Defenders counter that, after all, how much moral progress can you expect a fourteen-year-old boy to make in such a short time span? Just the fact that Huck does have those pangs of conscience over Jim’s treatment is anti-racist enough. And, while Twain may not have completely transcended his own white supremacist and racist environment, he went further in challenging that ideology than any other white writer of the 19th century. (I would submit that Herman Melville, writing before abolition, went further than Twain did, though his subtlety in Benito Cereno, for example, would have escaped many readers.)

I wonder if the defenders and detractors are both right. I wonder if Twain himself was torn between challenging the morality of his white readers and placating them in order to promote his own popularity and book sales. The result is a novel that promises much in terms of an anti-racist message but falls far short of full delivery.

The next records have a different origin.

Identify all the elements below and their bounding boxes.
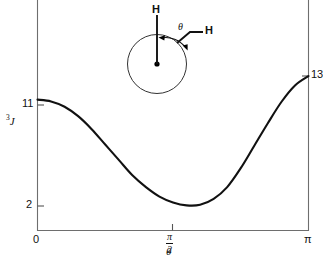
plot-canvas xyxy=(0,0,323,264)
atom-label-h-rear: H xyxy=(205,25,213,36)
dihedral-angle-label: θ xyxy=(178,22,183,32)
x-axis-label: θ xyxy=(166,246,171,257)
karplus-curve-figure: 3J 11 2 13 0 π 2 π θ H H θ xyxy=(0,0,323,264)
bond-rear-h xyxy=(177,32,203,43)
y-tick-label-2: 2 xyxy=(26,199,32,210)
x-tick-label-0: 0 xyxy=(33,234,39,245)
y-tick-label-11: 11 xyxy=(22,98,33,109)
y-axis-label: 3J xyxy=(6,114,15,127)
atom-label-h-front: H xyxy=(152,4,160,15)
dihedral-arrow-left xyxy=(159,35,166,40)
y-tick-label-13: 13 xyxy=(311,69,323,80)
karplus-curve-path xyxy=(38,76,309,206)
fraction-numerator: π xyxy=(166,232,173,243)
x-tick-label-pi: π xyxy=(304,234,312,245)
y-axis-label-symbol: J xyxy=(10,115,15,127)
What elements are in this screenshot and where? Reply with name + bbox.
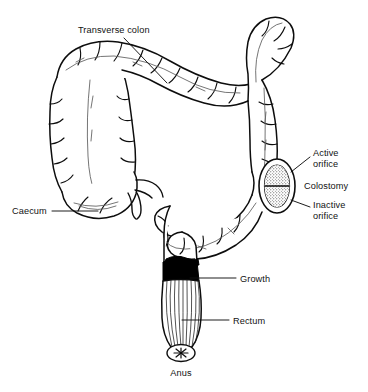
label-inactive-orifice-line1: Inactive: [313, 200, 345, 210]
rectum: [162, 280, 202, 348]
label-growth: Growth: [240, 274, 270, 284]
label-active-orifice-line2: orifice: [313, 159, 338, 169]
anatomy-illustration: Transverse colon Caecum Active orifice C…: [0, 0, 368, 392]
colostomy-stoma: [252, 159, 295, 213]
splenic-flexure: [247, 17, 294, 101]
label-inactive-orifice-line2: orifice: [313, 211, 338, 221]
label-anus: Anus: [170, 368, 192, 378]
label-rectum: Rectum: [233, 316, 265, 326]
colon-colostomy-figure: Transverse colon Caecum Active orifice C…: [0, 0, 368, 392]
label-transverse-colon: Transverse colon: [78, 25, 150, 35]
sigmoid-colon: [155, 195, 262, 262]
anus: [167, 345, 195, 362]
leader-inactive-orifice: [291, 200, 310, 207]
label-colostomy: Colostomy: [304, 181, 349, 191]
leader-active-orifice: [291, 157, 310, 172]
label-active-orifice-line1: Active: [313, 148, 339, 158]
label-caecum: Caecum: [12, 206, 47, 216]
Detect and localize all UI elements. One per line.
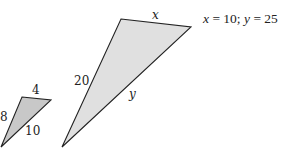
large-top-label: x xyxy=(152,8,159,22)
answer-y-value: = 25 xyxy=(250,11,278,26)
answer-text: x = 10; y = 25 xyxy=(203,11,278,27)
small-left-label: 8 xyxy=(0,110,8,124)
small-right-label: 10 xyxy=(25,124,40,138)
small-top-label: 4 xyxy=(32,83,40,97)
large-right-label: y xyxy=(128,87,136,101)
small-triangle xyxy=(1,97,51,147)
large-left-label: 20 xyxy=(74,74,89,88)
answer-x-value: = 10; xyxy=(209,11,244,26)
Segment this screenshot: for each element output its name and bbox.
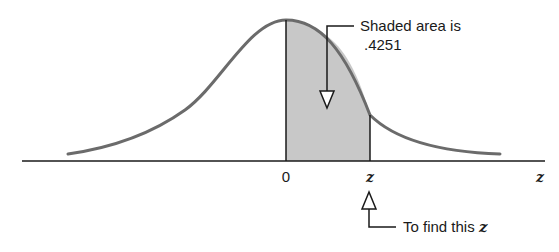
find-z-prefix: To find this	[403, 218, 479, 235]
zero-label: 0	[282, 168, 290, 185]
find-z-callout-line	[369, 209, 396, 227]
normal-curve-diagram: 0 z z Shaded area is .4251 To find this …	[0, 0, 559, 252]
up-arrow-icon	[362, 192, 376, 209]
shaded-area-label: Shaded area is	[360, 17, 461, 34]
normal-curve	[68, 20, 500, 154]
find-z-label: To find this z	[403, 218, 488, 236]
z-tick-label: z	[365, 169, 375, 185]
find-z-var: z	[478, 218, 488, 236]
axis-end-label: z	[535, 169, 545, 185]
shaded-area-value: .4251	[364, 36, 402, 53]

Van Wyck Brooks, in his critical study The Ordeal of Mark Twain (1933), claims that, just as this iconic author had two names, Samuel Clemens and Mark Twain, so he had a conflicted psyche, one that aspired to be, on one hand, a serious artist using satire to critique his contemporary society, and on the other hand, a popular humorist, using folksiness to endear and promote himself to the reading public. Brooks traces this split throughout Twain’s career and argues that his increasing cynicism and misanthropy was the result of his own self-hatred for having “sold out” his highest and best artistic and moral promise. If Brooks is right, The Adventures of Huckleberry Finn is but one episode in the sad psychological story of our revered American author Mark Twain.

This commentary is not meant to reflect on The Help. That will have to wait for a future blog post.